US inflation accelerated in May to the fastest pace in more than six years.
The acceleration reinforced the Federal Reserve’s outlook for gradual interest-rate hikes while eroding wage gains that remain relatively tepid despite an 18-year low in unemployment.
The consumer price index rose 0.2% from the previous month and 2.8% from a year earlier, matching estimates, a United States Labour Department report showed Tuesday.
The annual gain was the biggest since February 2012 and follows a 2.5% increase in April.
Excluding food and energy, the core gauge was up 0.2% from the prior month and 2.2% from May 2017, also matching the median estimates of economists.

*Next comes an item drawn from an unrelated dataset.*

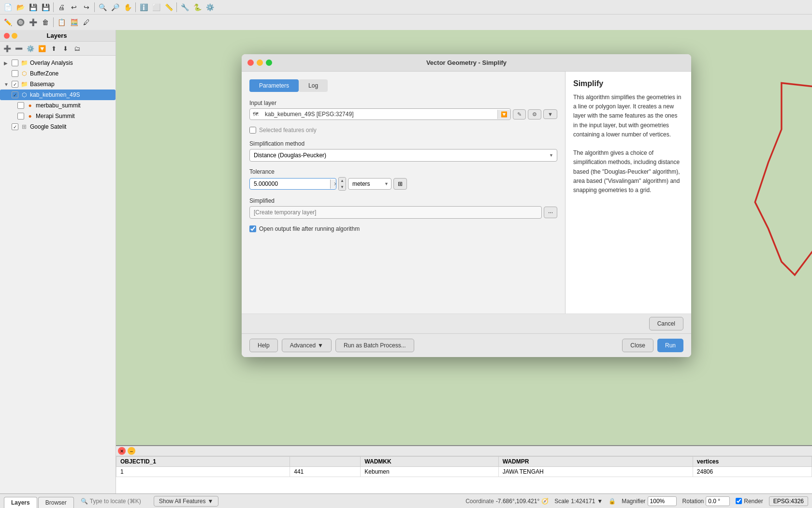 Image resolution: width=812 pixels, height=508 pixels. Describe the element at coordinates (290, 184) in the screenshot. I see `tolerance-input` at that location.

The pickup in headline inflation partly reflects gains in fuel prices, though the annual gain in the core measure - seen by officials as a better gauge of underlying inflation trends - was the most since February 2017.
While the Fed is widely projected to raise borrowing costs this week for the sixth time in 18 months, the path of inflation will figure into policy makers’ thinking on the pace of increases for the second half and in 2019.
Economist at NatWest Markets Kevin Cummins said he data “provides further evidence that inflation is moving towards the Fed’s objective,” and that the central bank will continue on its gradual rate-hike path.
The pay figures are “a reminder that you don’t need to necessarily get more aggressive in your approach because wages haven’t accelerated as much as they have in the past,” he said.
The Fed’s preferred gauge of inflation - a separate consumption-based figure from the Commerce Department - came in at the central bank’s 2% goal during March and April, and the figure tends to run slightly below US CPI.
At the same time, several Fed officials have indicated that a modest overshoot of the inflation goal would not necessarily warrant faster interest-rate hikes, after years of below-target price gains. Commerce Department figures released 31 May showed the Fed’s preferred gauge of core prices was up 1.8% in April from a year earlier.
A separate Labour Department report on Tuesday illustrated how higher prices are pinching wallets: average hourly wages, adjusted for inflation, were unchanged in May from a year earlier, even as nominal pay accelerated to a 2.7% annual gain from 2.6% in April. For production and non-supervisory workers, real average hourly earnings fell 0.1% from a year earlier.
Seasonally adjusted gasoline prices rose 1.7% in May from the previous month, after a 3% gain in April.